Python is object-oriented not object-obsessed :-)

kpatz
August 5th, 2007, 05:01 PM
Python is object-oriented not object-obsessed :-)I like that one. :)

I don't know Python, but I tend to only use classes when I need to take advantage of the encapsulation of them or to create instances of them. In C++ (for example) there's no point in using a class if you aren't taking advantage of their capabilities.

Java, on the other hand... I guess that's what pmasiar is referring to as "object-obsessed" ;)

scooper
August 5th, 2007, 05:06 PM
Prematurely factoring into classes will make it more difficult to refactor later when you discover more about the problem and the solution (inevitable). I even get rid of classes when I discover they don't provide any benefit by being a class. I also don't add methods to data objects unless it's absolutely obvious it belongs there, and it cleans up a lot of calling code.

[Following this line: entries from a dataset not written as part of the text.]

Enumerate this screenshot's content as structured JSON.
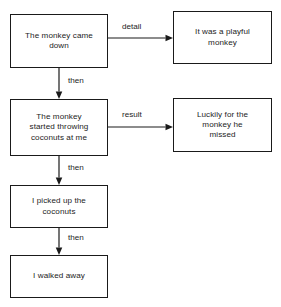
{
  "diagram": {
    "type": "flowchart",
    "background_color": "#ffffff",
    "line_color": "#1a1a1a",
    "text_color": "#1c1c1c",
    "nodes": [
      {
        "id": "came-down",
        "label": "The monkey came\ndown",
        "x": 10,
        "y": 14,
        "w": 98,
        "h": 54
      },
      {
        "id": "playful",
        "label": "It was a playful\nmonkey",
        "x": 173,
        "y": 11,
        "w": 99,
        "h": 53
      },
      {
        "id": "throwing-coconuts",
        "label": "The monkey\nstarted throwing\ncoconuts at me",
        "x": 10,
        "y": 99,
        "w": 98,
        "h": 57
      },
      {
        "id": "luckily-missed",
        "label": "Luckily for the\nmonkey he\nmissed",
        "x": 173,
        "y": 98,
        "w": 99,
        "h": 54
      },
      {
        "id": "picked-up",
        "label": "I picked up the\ncoconuts",
        "x": 10,
        "y": 185,
        "w": 98,
        "h": 43
      },
      {
        "id": "walked-away",
        "label": "I walked away",
        "x": 10,
        "y": 255,
        "w": 98,
        "h": 43
      }
    ],
    "edges": [
      {
        "id": "detail-edge",
        "from": "came-down",
        "to": "playful",
        "label": "detail",
        "label_x": 122,
        "label_y": 22,
        "x1": 108,
        "y1": 38,
        "x2": 173,
        "y2": 38,
        "direction": "horizontal"
      },
      {
        "id": "then-edge-1",
        "from": "came-down",
        "to": "throwing-coconuts",
        "label": "then",
        "label_x": 68,
        "label_y": 76,
        "x1": 59,
        "y1": 68,
        "x2": 59,
        "y2": 99,
        "direction": "vertical"
      },
      {
        "id": "result-edge",
        "from": "throwing-coconuts",
        "to": "luckily-missed",
        "label": "result",
        "label_x": 122,
        "label_y": 110,
        "x1": 108,
        "y1": 127,
        "x2": 173,
        "y2": 127,
        "direction": "horizontal"
      },
      {
        "id": "then-edge-2",
        "from": "throwing-coconuts",
        "to": "picked-up",
        "label": "then",
        "label_x": 68,
        "label_y": 163,
        "x1": 59,
        "y1": 156,
        "x2": 59,
        "y2": 185,
        "direction": "vertical"
      },
      {
        "id": "then-edge-3",
        "from": "picked-up",
        "to": "walked-away",
        "label": "then",
        "label_x": 68,
        "label_y": 233,
        "x1": 59,
        "y1": 228,
        "x2": 59,
        "y2": 255,
        "direction": "vertical"
      }
    ]
  }
}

I've found excessively objectified programs to be some of the hardest to figure out and maintain. I went through the "objects are wonderful" stage with C++ and Java, and got over it (with Python).

the_unforgiven
August 5th, 2007, 05:46 PM
In python, is there a reason to put code in a class if you will only have one instance of the class?
Yes, at times, you need to do precisely that - and it's a very well defined design pattern called Singleton:
http://en.wikipedia.org/wiki/Singleton_pattern

However, this is not specific to object-oriented programming.
Singleton objects exist in procedural languages too.

HTH ;)

pmasiar
August 5th, 2007, 06:38 PM
One reason why ie Java forces object on you is when you need to return a value which is not simple scalar (value or reference), but something more complicated. But in Python, is easy to return a tuple and unpack it on asignment, or to whip a dictionary.